Becoming Mexican, Becoming American: My Grandparents’ Opposite Journeys in Identity Through Migration (proposal)

Arianna Delgado
2 min readMar 2, 2022

I’ve always thought it is so interesting how one can share a life experience with another, yet each person can have completely different stories which came of that shared experience. My grandparent’s respective migration journey’s remind me of the unique and valauble story each migrant has to tell.

For my migration memoir project, I will be exploring my grandparents opposite journeys and struggles through migration. My Grandpa; growing up in Mexico and immigrating to the US, having to “become American” for his own survival. My Grandma; a very Americanized upbringing in Texas as a first-generation daughter of a Mexican immigrant mother. Often feeling that she wasn’t Mexican or American enough, feeling out of place with a lack of cultural identity. Then later, upon marrying my grandpa, becoming much more in touch with her Mexican roots.

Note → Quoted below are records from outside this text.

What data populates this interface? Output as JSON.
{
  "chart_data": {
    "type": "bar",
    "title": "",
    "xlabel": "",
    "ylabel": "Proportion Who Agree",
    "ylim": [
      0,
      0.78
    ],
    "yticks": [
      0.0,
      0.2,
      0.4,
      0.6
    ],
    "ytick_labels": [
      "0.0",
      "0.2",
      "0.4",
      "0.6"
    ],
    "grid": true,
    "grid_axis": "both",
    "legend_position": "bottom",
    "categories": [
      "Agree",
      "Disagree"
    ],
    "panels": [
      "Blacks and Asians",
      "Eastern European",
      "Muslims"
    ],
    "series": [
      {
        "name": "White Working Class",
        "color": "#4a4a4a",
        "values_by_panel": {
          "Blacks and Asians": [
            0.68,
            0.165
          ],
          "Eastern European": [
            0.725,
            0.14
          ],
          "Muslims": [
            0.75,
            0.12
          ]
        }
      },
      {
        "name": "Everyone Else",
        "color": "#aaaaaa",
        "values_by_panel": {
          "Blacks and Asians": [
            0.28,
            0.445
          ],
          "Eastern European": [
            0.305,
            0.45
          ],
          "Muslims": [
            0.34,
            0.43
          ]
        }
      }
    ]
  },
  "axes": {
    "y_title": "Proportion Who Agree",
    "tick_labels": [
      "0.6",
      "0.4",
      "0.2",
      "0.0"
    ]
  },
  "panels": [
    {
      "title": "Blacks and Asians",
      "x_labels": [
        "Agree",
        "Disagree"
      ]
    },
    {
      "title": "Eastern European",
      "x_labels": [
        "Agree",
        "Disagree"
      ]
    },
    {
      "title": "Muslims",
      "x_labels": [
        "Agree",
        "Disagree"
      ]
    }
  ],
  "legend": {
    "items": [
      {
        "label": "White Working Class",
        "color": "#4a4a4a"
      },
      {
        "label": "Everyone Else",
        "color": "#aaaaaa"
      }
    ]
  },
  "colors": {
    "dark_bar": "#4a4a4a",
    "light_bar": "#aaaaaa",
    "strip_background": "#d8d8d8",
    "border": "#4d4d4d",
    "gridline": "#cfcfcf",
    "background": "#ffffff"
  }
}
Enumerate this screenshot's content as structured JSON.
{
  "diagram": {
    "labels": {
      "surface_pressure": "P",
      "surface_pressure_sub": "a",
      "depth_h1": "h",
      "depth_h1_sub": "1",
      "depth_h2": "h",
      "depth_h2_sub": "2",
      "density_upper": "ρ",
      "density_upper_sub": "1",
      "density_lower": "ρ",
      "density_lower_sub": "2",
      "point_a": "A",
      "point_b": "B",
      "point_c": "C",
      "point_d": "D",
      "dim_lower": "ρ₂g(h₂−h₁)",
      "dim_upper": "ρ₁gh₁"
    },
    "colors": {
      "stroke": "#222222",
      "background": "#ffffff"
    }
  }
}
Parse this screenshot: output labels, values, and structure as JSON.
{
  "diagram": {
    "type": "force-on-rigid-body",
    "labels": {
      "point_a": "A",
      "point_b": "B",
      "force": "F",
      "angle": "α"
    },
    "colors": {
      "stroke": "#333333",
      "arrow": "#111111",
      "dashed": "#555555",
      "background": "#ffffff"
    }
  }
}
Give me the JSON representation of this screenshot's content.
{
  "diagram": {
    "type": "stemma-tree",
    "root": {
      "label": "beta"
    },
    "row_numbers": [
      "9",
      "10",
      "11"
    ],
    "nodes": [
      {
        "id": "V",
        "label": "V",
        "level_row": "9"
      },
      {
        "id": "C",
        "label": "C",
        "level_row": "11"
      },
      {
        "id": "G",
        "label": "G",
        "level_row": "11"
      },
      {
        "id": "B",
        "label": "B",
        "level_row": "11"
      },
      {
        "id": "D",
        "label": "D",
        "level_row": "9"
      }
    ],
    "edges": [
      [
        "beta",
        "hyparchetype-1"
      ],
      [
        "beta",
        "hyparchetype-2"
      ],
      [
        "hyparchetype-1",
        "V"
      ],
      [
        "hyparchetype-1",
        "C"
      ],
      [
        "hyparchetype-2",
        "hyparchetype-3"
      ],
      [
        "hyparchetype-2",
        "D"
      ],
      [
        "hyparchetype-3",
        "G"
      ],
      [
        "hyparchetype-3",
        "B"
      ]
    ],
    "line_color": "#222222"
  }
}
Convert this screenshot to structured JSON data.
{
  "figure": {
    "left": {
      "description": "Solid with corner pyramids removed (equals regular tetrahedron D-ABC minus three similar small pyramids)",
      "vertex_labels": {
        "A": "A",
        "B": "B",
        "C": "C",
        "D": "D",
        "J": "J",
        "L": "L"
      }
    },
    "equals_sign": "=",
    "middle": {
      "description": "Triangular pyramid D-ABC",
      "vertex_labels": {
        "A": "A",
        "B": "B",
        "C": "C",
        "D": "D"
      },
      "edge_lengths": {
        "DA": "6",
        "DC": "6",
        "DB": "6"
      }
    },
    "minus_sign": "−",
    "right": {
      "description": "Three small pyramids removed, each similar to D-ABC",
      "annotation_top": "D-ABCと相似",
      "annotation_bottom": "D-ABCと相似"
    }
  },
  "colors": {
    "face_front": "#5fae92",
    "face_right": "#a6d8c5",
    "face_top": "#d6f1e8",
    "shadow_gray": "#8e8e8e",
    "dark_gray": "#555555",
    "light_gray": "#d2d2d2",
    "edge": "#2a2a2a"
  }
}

Some goals I have for the project are to better understand my grandparents journeys, to showcase the unique nature of each immigrant/migrant background, and to empower them through recalling their difficult yet fruitful journeys. One main question I am trying to answer are the exact reasons for my grandfather’s move and how he got the courage and ability to do it on his own first. A deeper and more personal question I am trying to answer is what my grandparents greatest struggles were as they adjusted to their new lives and the new expectations of them at such a young age.

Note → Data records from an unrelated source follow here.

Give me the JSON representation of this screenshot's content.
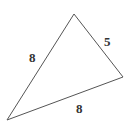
{
  "diagram": {
    "type": "triangle",
    "vertices": {
      "top": [
        74,
        14
      ],
      "right": [
        123,
        77
      ],
      "bottom_left": [
        7,
        120
      ]
    },
    "sides": [
      {
        "name": "left",
        "label": "8"
      },
      {
        "name": "right",
        "label": "5"
      },
      {
        "name": "bottom",
        "label": "8"
      }
    ],
    "stroke_color": "#444444"
  }
}
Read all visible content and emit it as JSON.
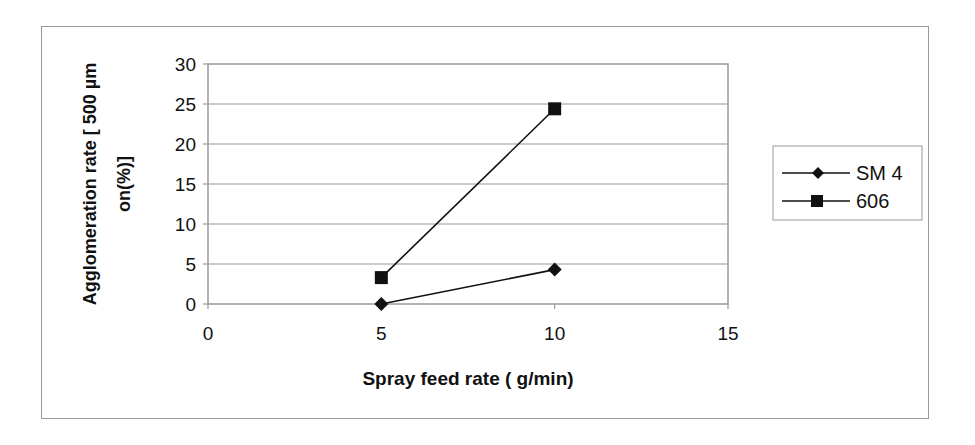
{
  "chart_data": {
    "type": "line",
    "title": "",
    "xlabel": "Spray feed rate ( g/min)",
    "ylabel": "Agglomeration rate [ 500 µm on(%)]",
    "ylabel_line1": "Agglomeration rate [ 500 µm",
    "ylabel_line2": "on(%)]",
    "xlim": [
      0,
      15
    ],
    "ylim": [
      0,
      30
    ],
    "xticks": [
      0,
      5,
      10,
      15
    ],
    "yticks": [
      0,
      5,
      10,
      15,
      20,
      25,
      30
    ],
    "grid": "horizontal",
    "legend_position": "right",
    "series": [
      {
        "name": "SM 4",
        "marker": "diamond",
        "x": [
          5,
          10
        ],
        "values": [
          0,
          4.3
        ]
      },
      {
        "name": "606",
        "marker": "square",
        "x": [
          5,
          10
        ],
        "values": [
          3.3,
          24.4
        ]
      }
    ]
  },
  "colors": {
    "line": "#111111",
    "grid": "#9a9a9a",
    "frame": "#9a9a9a"
  }
}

I will be conducting several in-person interviews with my grandmother, grandfather, aunt, mother and most likely a close family friend. Some of the resources I will be utilizing are these statistics on immigration numbers during the time my grandfather immigrated to the US, this study on immigrants identity struggles, and my grandmother’s Ancestry.com report for some background on her paternal side which she grew up knowing little about. I am in the process of searching for family videos, photos, scrapbooks, journals and other memorabilia from this time to help bring the story to life.

My migration memoir project will take a multimedia form using text, photos and audio. Inspired by the format of “Cindy and Dayana”, I’d like to write important parts of the story with photo and audio attached beneath, to further explain that moment or the significant of it within the story. An example would be interviewing my grandfather about his physical journey to the US, and including audio from that part of the interview beneath the last photo he took in Mexico, or the first one he took here.

My grandmother and grandfather with their five children in the first home they owned in Santa Monica, CA.

(Photo: My grandmother and grandfather with their five children on Christmas Eve in the first house they owned in Santa Monica, CA.)